At about 0200 I saw the first of many strange lights in the sky. The vast majority were in formation, usually quarter line, and all appeared on the port side [toward the south]. Many were in groups of three, some in groups of five or six. They appeared and disappeared instantly, at the same speed a computer screen operates.
They moved from time to time and the numbers changed frequently. At one time I counted more than thirty. I recall discussing the possible identity of these lighted objects with the signalman on watch with me. He thought they were very strange .
Suddenly one of these objects appeared at close range on our port bow at a low elevation. It was disc shaped and consisted of a very bright light with black windows running around the whole side which was visible to us. It maintained perfect station on us for at least fifteen minutes. I scanned the object with binoculars attempting to see into the windows but saw nothing. I counted the windows and recall there were about two dozen. They were very large and close together and completely black. Although the body of the object glowed very brightly, it did not prevent me from looking directly at it. The object appeared more oval in shape than round.
And then suddenly it was gone. There was no sound made at any time. There were still some objects visible far off on the port side. They also had disappeared by 0300.
It was at this time that I realised that I hadn’t informed the captain nor anyone else. I did not debrief any of the watch who were at other stations. It was conduct so unlike my usual practice that I was left quite disturbed.
It must also be remembered that in 1952 there were a multitude of sightings of flying saucers; so many in fact that many doubted the truth of such sightings. A young naval officer certainly didn’t want to be included with that group.
The problem then was what to enter in the ship’s log! I decided to state that many meteorites had been sighted during the watch. At 0400 I turned the watch over to Lieutenant Doug Tutte without mentioning the flying objects. He did not read the ship’s log until he wrote up the record of his watch at 0800.

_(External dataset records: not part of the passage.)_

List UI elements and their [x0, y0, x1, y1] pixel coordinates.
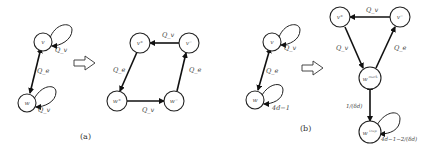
node-w-trap-label: w [362, 129, 368, 136]
loop-w [262, 85, 283, 104]
edge-left-label: Q_e [113, 66, 126, 74]
node-v-plus-label: v⁺ [337, 13, 344, 20]
edge-right-label: Q_e [394, 44, 407, 52]
transform-arrow-a-icon [74, 56, 95, 70]
node-v-plus-label: v⁺ [137, 39, 144, 46]
edge-wminus-vminus [177, 53, 186, 91]
loop-w-label: 4d−1 [271, 104, 290, 112]
panel-a-before: v w Q_e Q_v Q_v [18, 25, 72, 114]
panel-b-before: v w Q_e Q_v 4d−1 [246, 25, 300, 112]
loop-trap-label: 4d−1−2/(δd) [380, 136, 417, 142]
edge-label-qe: Q_e [266, 67, 279, 75]
node-w-label: w [24, 99, 30, 106]
loop-v [279, 25, 300, 45]
node-w-plus-label: w⁺ [113, 97, 121, 104]
edge-label-qe: Q_e [37, 67, 50, 75]
loop-v-label: Q_v [284, 44, 297, 52]
loop-v-label: Q_v [55, 46, 68, 54]
node-v-minus-label: v⁻ [397, 13, 404, 20]
panel-a-after: v⁺ v⁻ w⁺ w⁻ Q_v Q_e Q_v Q_e [107, 31, 202, 114]
loop-w [34, 87, 56, 107]
node-w-label: w [252, 96, 258, 103]
node-v-minus-label: v⁻ [186, 39, 193, 46]
transform-arrow-b-icon [302, 61, 323, 75]
node-w-mark-sup: mark [368, 75, 377, 79]
node-w-minus-label: w⁻ [170, 97, 178, 104]
edge-top-label: Q_v [366, 6, 379, 14]
loop-w-label: Q_v [38, 106, 51, 114]
panel-b-after: v⁺ v⁻ w mark w trap Q_v Q_v Q_e 1/(δd) 4… [330, 6, 417, 143]
edge-bottom-label: Q_v [142, 106, 155, 114]
edge-left-label: Q_v [336, 44, 349, 52]
edge-wmark-vminus [376, 27, 395, 68]
diagram-canvas: v w Q_e Q_v Q_v v⁺ v⁻ w⁺ w⁻ Q_v Q_e Q_v … [0, 0, 432, 151]
caption-b: (b) [300, 124, 311, 133]
loop-v [50, 25, 72, 46]
caption-a: (a) [80, 132, 91, 141]
edge-mark-trap-label: 1/(δd) [346, 103, 362, 109]
edge-right-label: Q_e [189, 66, 202, 74]
edge-top-label: Q_v [162, 31, 175, 39]
node-w-trap-sup: trap [369, 129, 377, 133]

We met at breakfast. He said that I hadn’t mentioned seeing meteorites on the turnover and wanted to know what they looked like. Eventually he described a similar experience and we discussed the subject at length. He also had failed to call the captain, and for similar reasons he also reported sighting many meteorites during the watch in the log.
Lieutenant Tutte was a very reliable and professional officer; and yet he couldn’t explain why he also did not call the captain. After some considerable discussion we concluded that there was a possibility that we were under some sort of hypnotic control from the objects. We didn’t want to be the subject of ridicule and, fearing the reaction of the captain, we agreed to say no more about the night’s activities.
It was very weird.
None of these lights had been reported by the lookouts whom, when challenged, all replied that their sector was clear except for those “funny lights”. They had not reported them because they were neither ships nor aircraft. These groups [of lights] were visible as far as the horizon on the port side. We were on our way to fight a war in Korea!

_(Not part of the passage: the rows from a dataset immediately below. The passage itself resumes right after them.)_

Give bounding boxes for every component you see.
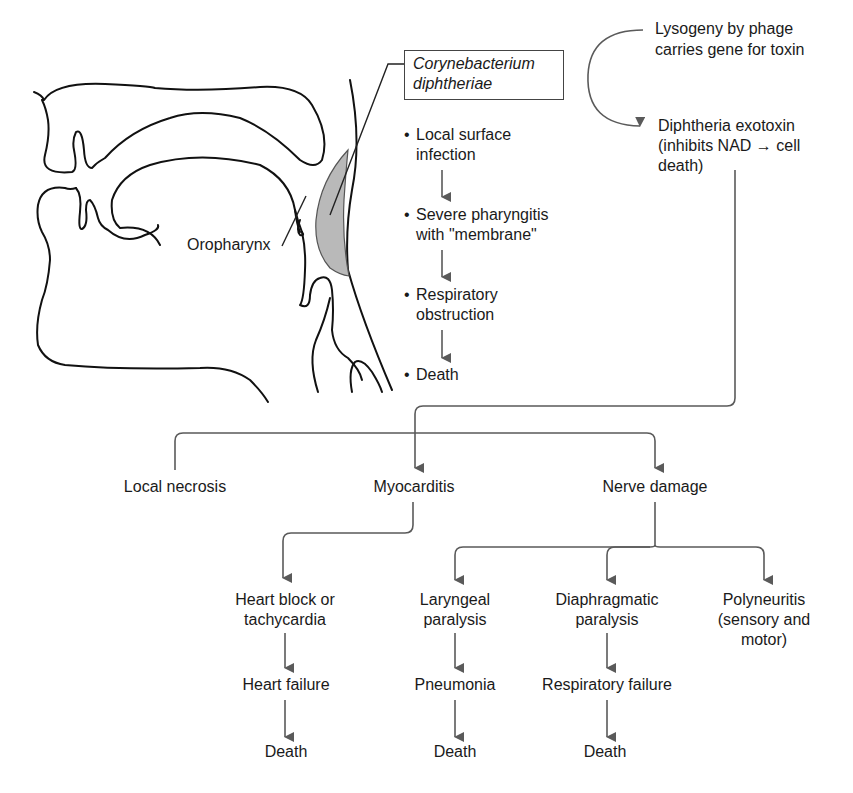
lysogeny-arrow xyxy=(588,30,643,126)
toxin-label: Diphtheria exotoxin (inhibits NAD → cell… xyxy=(658,116,800,176)
pneumonia-label: Pneumonia xyxy=(415,675,496,695)
larynx-outline xyxy=(312,298,330,392)
heart-block-label: Heart block or tachycardia xyxy=(235,590,335,630)
local-course-step-4: •Death xyxy=(404,365,459,385)
effect-myocarditis: Myocarditis xyxy=(374,477,455,497)
effect-local-necrosis: Local necrosis xyxy=(124,477,226,497)
laryngeal-paralysis-label: Laryngeal paralysis xyxy=(420,590,490,630)
polyneuritis-label: Polyneuritis (sensory and motor) xyxy=(718,590,811,650)
diaphragmatic-paralysis-label: Diaphragmatic paralysis xyxy=(555,590,658,630)
local-course-step-1: •Local surfaceinfection xyxy=(404,125,511,165)
heart-failure-label: Heart failure xyxy=(242,675,329,695)
lower-jaw-outline xyxy=(37,188,268,402)
organism-label-box: Corynebacterium diphtheriae xyxy=(404,50,564,100)
bullet-icon: • xyxy=(404,205,416,225)
tongue-outline xyxy=(112,158,300,246)
bullet-icon: • xyxy=(404,125,416,145)
organism-name-line1: Corynebacterium xyxy=(413,54,555,74)
organism-name-line2: diphtheriae xyxy=(413,74,555,94)
bullet-icon: • xyxy=(404,365,416,385)
bullet-icon: • xyxy=(404,285,416,305)
oropharynx-label: Oropharynx xyxy=(187,235,271,255)
death-label-laryngeal: Death xyxy=(434,742,477,762)
death-label-heart: Death xyxy=(265,742,308,762)
phage-label: Lysogeny by phage carries gene for toxin xyxy=(655,18,804,60)
pseudomembrane xyxy=(316,150,349,276)
pharynx-wall-outline xyxy=(347,80,392,390)
local-course-step-3: •Respiratoryobstruction xyxy=(404,285,498,325)
respiratory-failure-label: Respiratory failure xyxy=(542,675,672,695)
death-label-diaphragmatic: Death xyxy=(584,742,627,762)
local-course-step-2: •Severe pharyngitiswith "membrane" xyxy=(404,205,549,245)
effect-nerve-damage: Nerve damage xyxy=(603,477,708,497)
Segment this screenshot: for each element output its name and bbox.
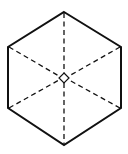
- dashed-edge-upper-right: [69, 47, 120, 76]
- dashed-edge-lower-left: [9, 80, 59, 108]
- dashed-edge-lower-right: [69, 80, 120, 108]
- cube-diagram: [0, 0, 128, 154]
- dashed-edge-upper-left: [9, 47, 59, 76]
- cube-diagram-svg: [0, 0, 128, 154]
- dashed-edges: [9, 13, 120, 144]
- center-diamond: [59, 73, 69, 83]
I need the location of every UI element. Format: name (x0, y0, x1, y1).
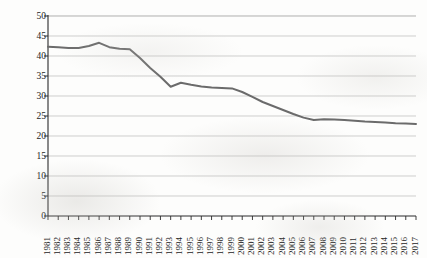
x-axis-tick-label: 2001 (247, 237, 256, 255)
x-axis-tick-label: 1983 (63, 237, 72, 255)
x-axis-tick-label: 1995 (186, 237, 195, 255)
x-axis-tick-label: 1984 (73, 237, 82, 255)
x-axis-tick-label: 1999 (227, 237, 236, 255)
x-axis-tick-label: 1986 (94, 237, 103, 255)
x-axis-tick-label: 2003 (267, 237, 276, 255)
x-axis-tick-label: 2016 (400, 237, 409, 255)
x-axis-tick-label: 1985 (83, 237, 92, 255)
x-axis-tick-label: 2017 (411, 237, 420, 255)
x-axis-tick-label: 2014 (380, 237, 389, 255)
x-axis-tick-label: 1997 (206, 237, 215, 255)
x-axis-tick-label: 2006 (298, 237, 307, 255)
chart-page: Average corproate tax rate 0510152025303… (0, 0, 427, 258)
x-axis-tick-label: 1991 (145, 237, 154, 255)
x-axis-tick-label: 1990 (135, 237, 144, 255)
x-axis-tick-label: 1992 (155, 237, 164, 255)
x-axis-tick-label: 2010 (339, 237, 348, 255)
x-axis-tick-label: 2000 (237, 237, 246, 255)
x-axis-tick-label: 1993 (165, 237, 174, 255)
x-axis-tick-label: 1987 (104, 237, 113, 255)
x-axis-tick-label: 2008 (319, 237, 328, 255)
x-axis-tick-labels: 1981198219831984198519861987198819891990… (0, 0, 427, 258)
x-axis-tick-label: 1989 (124, 237, 133, 255)
x-axis-tick-label: 2015 (390, 237, 399, 255)
x-axis-tick-label: 1998 (216, 237, 225, 255)
x-axis-tick-label: 2012 (359, 237, 368, 255)
x-axis-tick-label: 2005 (288, 237, 297, 255)
x-axis-tick-label: 2004 (278, 237, 287, 255)
x-axis-tick-label: 2013 (370, 237, 379, 255)
x-axis-tick-label: 2007 (308, 237, 317, 255)
x-axis-tick-label: 1982 (53, 237, 62, 255)
x-axis-tick-label: 2009 (329, 237, 338, 255)
x-axis-tick-label: 1981 (43, 237, 52, 255)
x-axis-tick-label: 1988 (114, 237, 123, 255)
x-axis-tick-label: 2002 (257, 237, 266, 255)
line-chart: Average corproate tax rate 0510152025303… (0, 0, 427, 258)
x-axis-tick-label: 1996 (196, 237, 205, 255)
x-axis-tick-label: 2011 (349, 237, 358, 255)
x-axis-tick-label: 1994 (175, 237, 184, 255)
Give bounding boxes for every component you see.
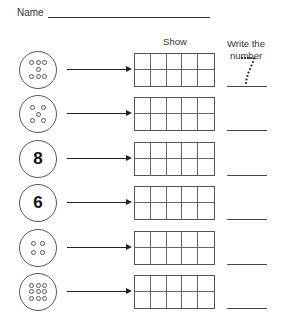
numeral: 8	[33, 149, 42, 169]
ten-frame[interactable]	[134, 186, 215, 220]
traced-seven-icon	[236, 55, 260, 86]
dots-icon	[20, 52, 56, 88]
worksheet-row: 6	[0, 184, 282, 224]
name-label: Name	[17, 7, 44, 18]
arrow-icon	[67, 113, 127, 114]
arrow-icon	[67, 69, 127, 70]
dot-circle-4	[19, 229, 57, 267]
ten-frame[interactable]	[134, 275, 215, 309]
dot-circle-7	[19, 51, 57, 89]
ten-frame[interactable]	[134, 53, 215, 87]
name-field: Name	[17, 7, 210, 18]
dots-icon	[20, 274, 56, 310]
answer-line[interactable]	[227, 219, 267, 220]
answer-line[interactable]	[227, 264, 267, 265]
worksheet-row	[0, 95, 282, 135]
worksheet-row	[0, 51, 282, 91]
show-column-header: Show	[160, 36, 190, 47]
worksheet-row	[0, 273, 282, 313]
name-input-line[interactable]	[48, 7, 210, 18]
arrow-icon	[67, 158, 127, 159]
answer-line[interactable]	[227, 175, 267, 176]
worksheet-row	[0, 229, 282, 269]
write-header-line1: Write the	[222, 38, 270, 50]
dots-icon	[20, 96, 56, 132]
arrow-icon	[67, 247, 127, 248]
answer-line[interactable]	[227, 86, 267, 87]
numeral: 6	[33, 193, 42, 213]
dot-circle-5	[19, 95, 57, 133]
ten-frame[interactable]	[134, 142, 215, 176]
ten-frame[interactable]	[134, 231, 215, 265]
arrow-icon	[67, 291, 127, 292]
numeral-circle: 8	[19, 140, 57, 178]
worksheet-row: 8	[0, 140, 282, 180]
dot-circle-9	[19, 273, 57, 311]
numeral-circle: 6	[19, 184, 57, 222]
answer-line[interactable]	[227, 130, 267, 131]
arrow-icon	[67, 202, 127, 203]
ten-frame[interactable]	[134, 97, 215, 131]
dots-icon	[20, 230, 56, 266]
answer-line[interactable]	[227, 308, 267, 309]
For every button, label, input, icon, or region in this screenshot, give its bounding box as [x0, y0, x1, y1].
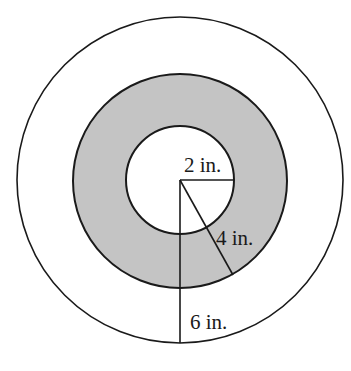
middle-radius-label: 4 in.	[216, 226, 253, 250]
outer-radius-label: 6 in.	[190, 310, 227, 334]
concentric-circles-diagram: 2 in. 4 in. 6 in.	[0, 0, 351, 371]
inner-radius-label: 2 in.	[184, 153, 221, 177]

I have forgotten the names of the signalman and lookouts on that strange night and I believe that Doug Tutte is now dead, so there is no proof that I have of the events that I described. The ship’s log will be in the National Archives, which will confirm the dates of the Meteorite Sightings.
Why have I written this account at this late date? A feeling of guilt or a sense of duty? Probably because I think it is important that it be recorded, and that I am now old enough not to worry about being ridiculed.
Finally, I have never seen any flying objects since. It must be noted that they acted in a non threatening manner. I presume that they were just inquisitive.